To a Faith in Place

I don’t know who will turn a profit first, Stephen or I, but we’ll both keep putting in the labour. It’s what we do, bounty or not. Is he a farmer? Of course. Am I a writer? – I don’t know why that answer comes with more difficulty. But I look to the land, to my generation with its multi-year commitments: development, sustainability, security. To their faith in place. I have faith, too. I am a writer. And I keep farming.

Everything Old is New Again: The Long History of Greenbelt’s New Economy

Greenbelt is not the only city where these ideas are taking off, but its “new” economy is unique in one way: It’s in fact quite old, going back 80 years. During the Depression, President Franklin Delano Roosevelt set up three “Greenbelt Towns”: Greenhills, Ohio; Greendale, Wis.; and Greenbelt, Md., a tree-lined city 13 miles northeast of Washington, D.C.

Svalbard Global Seed Vault: Seed Saving-Cum-Taxidermy (part 2/3)

As odd as it sounds, I can’t help but think that it’s so ridiculously easy to point fingers at the short-sightedness of the Svalbard Global Seed Vault that not only is it also all-too-easy to label it as the “Vault of Doom”, but that this can lead one to miss out on the much more dire issue of what the Vault represents in the present.

How Can We Talk About Global Warming?

Humans are motivated by love, belonging, meaning, and mattering. People love good stories—even ones (or especially one) that have shame, fear, guilt, and anxiety. To understand such stories, one has to have a conscience and care about the world.

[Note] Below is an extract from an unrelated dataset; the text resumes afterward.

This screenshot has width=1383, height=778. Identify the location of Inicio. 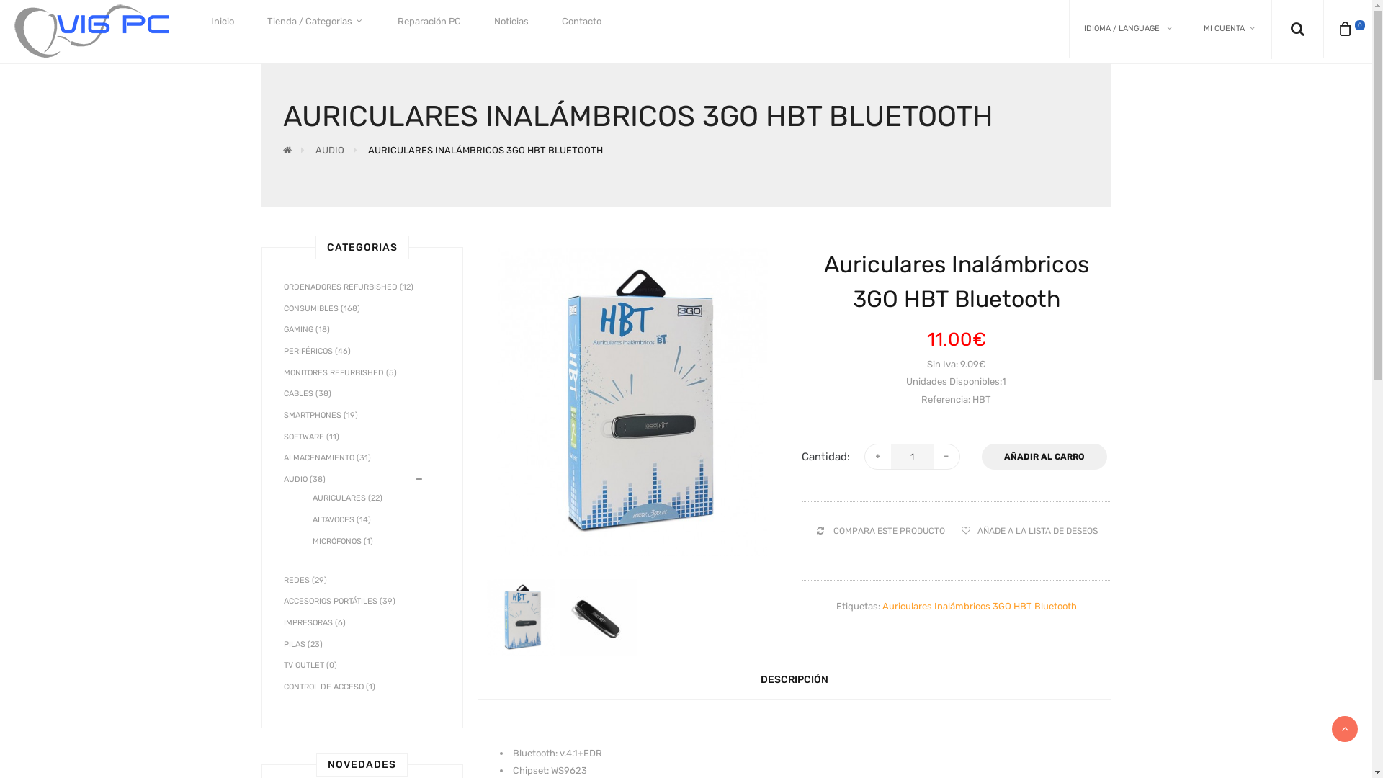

There’s no need to sugarcoat the situation we’re in; let’s put a rest to that argument. What we need is heaps of fierce compassion and bravery.

Partnership Aims to Train Needed Organic Seed Farmers

A first-of-its-kind educational partnership between the Organic Seed Alliance (OSA) and the Multinational Exchange for Sustainable Agriculture (MESA) is training hundreds of new seed growers in organic production. Through an online certificate-granting educational platform and an accompanying structured internship program, the two groups hope to train enough farmers to help supply meet demand—and make a U.S. Department of Agriculture (USDA) loophole irrelevant.

Growing Community: CUESA 2016-2017 Impact Report

With support from visionaries like you, CUESA is cultivating a sustainable food system that strengthens local farms and builds healthy communities. Join us in looking back on our exciting year, spring 2016-spring 2017. Together, we expanded our farmers markets and educational programs, and widened our community.

Q&A with Scholar Juliet Schor on the Striking Differences Between Nonprofit and For-profit Sharing Enterprises

There’s really no shortage of ways that people can pool resources. But there’s a huge difference in the goals between for-profit sharing economy companies like Uber and Airbnb and nonprofit groups like tool libraries, time banks, and makerspaces. Juliet Schor, professor at the sociology department at Boston College, explores this tension between for-profit and nonprofit sharing groups.

This Kansas City Neighborhood wrote the Blueprint for Transforming a Community

“The grass was tall, and the house was in bad shape,” Alan remembers. But somehow it became home — the couple raised four children there. And they wound up restoring not just the once-vacant house, but the downtown community around it, as well.

When 2 Won’t Do: Can a Viable Green (Lite) Party Emerge from the Ooze?

The problem of legislative gridlock and failed governance is not going to be solved anytime soon by routinely voting the out’s in and the in’ s out over the course of an election cycle or two–then rinsing and repeating. The question we are left with is: what’s a practical alternative? Unfortunately, I don’t have a pat or complete answer I do, however, have a suggestion that the clean energy and climate defending communities might want to discuss amongst themselves.